Gratuitous though it may be, we will point out that there’s only negative value in deployed email that doesn’t reach a recipient’s inbox. This is never a happy subject, but it’s particularly critical as we head into the most important retail selling season. There is no worse time to encounter deliverability issues or actual inbox blockages.

We keep hearing that 20% of permission-based emails get blocked. This is a somewhat misleading statistic, because it may include emails in the performance-marketing and lead-generation industries, where formal permission is not always clear.

According to eDataSource’s research, deliverability on average in the B2C brand marketing world ranges for a vast majority of senders between 90% and 96%. If yours is at or better than that, congratulations! If your deliverability is less than that, you should assess your send practices for opportunities to lessen the risks they are creating.

Not to put too fine a point on it, email marketers are always the parties most responsible for creating the deliverability problems they encounter, even and especially by engaging in practices they’ve been told not to do.

The most important issues that may negatively affect your email delivery are:

– Addresses that are inaccurate and undeliverable
– Delivery to addresses that are no longer valid and have been converted to “spam traps” or          “honey pots,” meaning that sending to these addresses will give your overall deliverability            and history a damaging strike
– Complaints (spam button hits)
– Ineffective removal of unsubscribed or undeliverable addresses
– Black lists
– High volume/frequent delivery to low (or no) activity addresses
– Inconsistencies in list sizes and frequencies; e.g., not sending emails for a couple of weeks          or months, but then sending every day; or periodically sending to your non active file, as by       suddenly including non-active subscribers in large deployments, before major promotional         periods. This is a common temptation before the Holidays, and it usually ends in disaster.

Best practices are thus the reverse:

– Make sure that new addresses are permissioned, verified and correct, most easily achieved       by sending a confirmation email upon signup
– Clean up and remove inactive subscribers (meaning those that have not opened an email in        3-6 months)
– Remove any unsubscribe and bounces immediately
– Work yourself into higher mail frequencies. Higher frequency should never be used to                  combat lower engagement, and any frequency increases should occur over time rather                than suddenly. eDataSource research shows that most senders with reasonable open/read          rates can send up to one message a day per subscriber without a problem, and even more          in the Holiday period.
– Send email your subscribers will be interested in opening, because it’s targeted and                      populated with content based on subscriber location, preferences or behavior.

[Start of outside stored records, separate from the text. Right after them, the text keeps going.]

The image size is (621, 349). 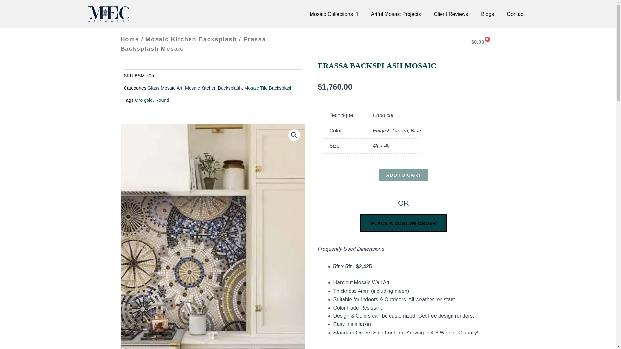 I want to click on Client Reviews, so click(x=451, y=14).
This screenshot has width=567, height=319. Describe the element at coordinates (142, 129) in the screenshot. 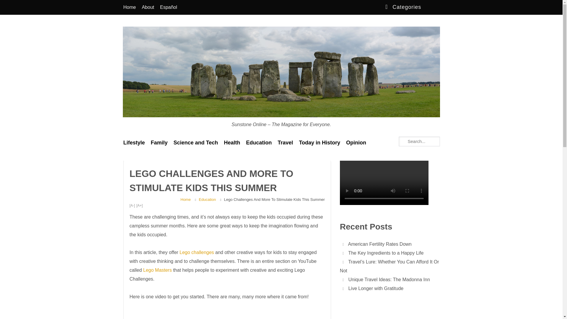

In short, ISP’s like senders with predictable, well thought-through email programs that inbox users don’t complain about. You can’t outsmart ISP’s in the long run by utilizing multiple IP addresses, piggy-backing on shared IP pools, or constantly changing IP addresses or sub-domains. These are all short-term, unethical approaches to fix deliverability. While they may sometimes work for a week or two, the only long term solution is to follow best practices, which in turn isn’t really that difficult.

All you need is a little bit of discipline.